Thursday, April 3, 2008

Is this on your radar?

In a March 21st Word Nerd posting here, inspired by the exotic setting of Rosie Thomas’s Iris and Ruby, I indulged my interest in the origins of the word posh. If the theory that posh derives from the tony phrase from the days of the British Raj “Port Out Starboard Home,” which meant a made-in-the-shade voyage out to India for the wealthy, then posh qualifies as an acronym. Acronyms are abbreviation terms that made up of the first letter of each word in a descriptive phrase, such as NATO, from North Atlantic Treaty Organization.

Today, we live in an age dominated by the influence of science and technology, so it is no surprise that acronyms are all around us. Consider the term laser, which comes from Lightwave Amplification Stimulated (by) Emission (of) Radiation. You really wouldn’t want to have to say that every time you referred to a high-speed printer. So familiar are acronyms these days that we tend to forget—or perhaps never even knew—that the letters themselves stand for something else.

A lot of acronyms we use today come straight from the era Rosie Thomas writes about in Iris and Ruby: World War II. Radar is just such an example. It comes from: Radio Detecting And Ranging (device). Another that arose during the 1940s is similarly technical: Sonar, from Sound Navigating And Ranging (device). But not all abbreviations from the Renaissance Age of Acronyms are science-based. Two of the most colorful—and handy in everyday life (especially if you have kids)—are old US Army terms coined by the Greatest Generation: Snafu and Fubar. The sanitized versions go like this—Situation Normal All Fouled Up and Fouled Up Beyond All Recognition. A phonetic acronym from the Second World War is Jeep. It comes from General Purpose (vehicle).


▶ _What to work on_
Each entry has to be set down again with no alteration.

▶ _The data_

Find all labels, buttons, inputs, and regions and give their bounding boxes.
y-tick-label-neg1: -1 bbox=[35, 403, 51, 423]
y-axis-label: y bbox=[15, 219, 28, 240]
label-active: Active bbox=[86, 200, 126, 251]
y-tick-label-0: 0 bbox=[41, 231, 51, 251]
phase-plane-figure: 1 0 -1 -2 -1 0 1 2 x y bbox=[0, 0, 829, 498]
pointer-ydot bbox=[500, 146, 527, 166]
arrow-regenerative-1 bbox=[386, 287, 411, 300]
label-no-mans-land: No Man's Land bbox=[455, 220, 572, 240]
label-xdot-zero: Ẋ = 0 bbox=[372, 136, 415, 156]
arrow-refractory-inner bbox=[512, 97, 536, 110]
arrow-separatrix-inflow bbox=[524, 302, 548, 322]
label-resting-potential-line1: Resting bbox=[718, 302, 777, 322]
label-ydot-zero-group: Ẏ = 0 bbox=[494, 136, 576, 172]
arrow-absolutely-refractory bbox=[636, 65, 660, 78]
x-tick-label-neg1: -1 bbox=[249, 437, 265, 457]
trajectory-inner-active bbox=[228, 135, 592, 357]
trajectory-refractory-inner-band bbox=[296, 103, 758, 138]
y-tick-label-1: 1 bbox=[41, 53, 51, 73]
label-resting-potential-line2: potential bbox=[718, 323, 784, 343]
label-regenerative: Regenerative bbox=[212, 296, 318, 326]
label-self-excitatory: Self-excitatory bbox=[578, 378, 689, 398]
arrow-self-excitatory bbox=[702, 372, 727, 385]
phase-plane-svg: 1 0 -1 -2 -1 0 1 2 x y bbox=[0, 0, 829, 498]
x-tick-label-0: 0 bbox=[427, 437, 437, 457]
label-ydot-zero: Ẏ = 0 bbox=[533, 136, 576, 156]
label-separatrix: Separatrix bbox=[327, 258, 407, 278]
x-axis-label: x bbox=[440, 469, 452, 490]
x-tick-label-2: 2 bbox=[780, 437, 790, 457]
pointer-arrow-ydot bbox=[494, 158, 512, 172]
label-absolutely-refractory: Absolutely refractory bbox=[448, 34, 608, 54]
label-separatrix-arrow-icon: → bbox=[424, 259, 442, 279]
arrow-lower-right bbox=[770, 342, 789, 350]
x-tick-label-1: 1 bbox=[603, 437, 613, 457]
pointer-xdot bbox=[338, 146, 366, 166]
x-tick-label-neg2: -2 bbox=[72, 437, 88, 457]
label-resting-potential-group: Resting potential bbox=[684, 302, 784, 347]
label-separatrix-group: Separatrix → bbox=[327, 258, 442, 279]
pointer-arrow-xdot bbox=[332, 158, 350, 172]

▶ _Expected answer_
Find all labels, buttons, inputs, and regions and give their bounding boxes.
y-tick-label-neg1: -1 bbox=[35, 403, 51, 423]
y-axis-label: y bbox=[15, 219, 28, 240]
label-active: Active bbox=[86, 200, 126, 251]
y-tick-label-0: 0 bbox=[41, 231, 51, 251]
phase-plane-figure: 1 0 -1 -2 -1 0 1 2 x y bbox=[0, 0, 829, 498]
pointer-ydot bbox=[500, 146, 527, 166]
arrow-regenerative-1 bbox=[386, 287, 411, 300]
label-no-mans-land: No Man's Land bbox=[455, 220, 572, 240]
label-xdot-zero: Ẋ = 0 bbox=[372, 136, 415, 156]
arrow-refractory-inner bbox=[512, 97, 536, 110]
arrow-separatrix-inflow bbox=[524, 302, 548, 322]
label-resting-potential-line1: Resting bbox=[718, 302, 777, 322]
label-ydot-zero-group: Ẏ = 0 bbox=[494, 136, 576, 172]
arrow-absolutely-refractory bbox=[636, 65, 660, 78]
x-tick-label-neg1: -1 bbox=[249, 437, 265, 457]
trajectory-inner-active bbox=[228, 135, 592, 357]
trajectory-refractory-inner-band bbox=[296, 103, 758, 138]
y-tick-label-1: 1 bbox=[41, 53, 51, 73]
label-resting-potential-line2: potential bbox=[718, 323, 784, 343]
label-regenerative: Regenerative bbox=[212, 296, 318, 326]
label-self-excitatory: Self-excitatory bbox=[578, 378, 689, 398]
arrow-self-excitatory bbox=[702, 372, 727, 385]
phase-plane-svg: 1 0 -1 -2 -1 0 1 2 x y bbox=[0, 0, 829, 498]
x-tick-label-0: 0 bbox=[427, 437, 437, 457]
label-ydot-zero: Ẏ = 0 bbox=[533, 136, 576, 156]
label-separatrix: Separatrix bbox=[327, 258, 407, 278]
x-axis-label: x bbox=[440, 469, 452, 490]
x-tick-label-2: 2 bbox=[780, 437, 790, 457]
pointer-arrow-ydot bbox=[494, 158, 512, 172]
label-absolutely-refractory: Absolutely refractory bbox=[448, 34, 608, 54]
label-separatrix-arrow-icon: → bbox=[424, 259, 442, 279]
arrow-lower-right bbox=[770, 342, 789, 350]
x-tick-label-1: 1 bbox=[603, 437, 613, 457]
pointer-xdot bbox=[338, 146, 366, 166]
x-tick-label-neg2: -2 bbox=[72, 437, 88, 457]
label-resting-potential-group: Resting potential bbox=[684, 302, 784, 347]
label-separatrix-group: Separatrix → bbox=[327, 258, 442, 279]
pointer-arrow-xdot bbox=[332, 158, 350, 172]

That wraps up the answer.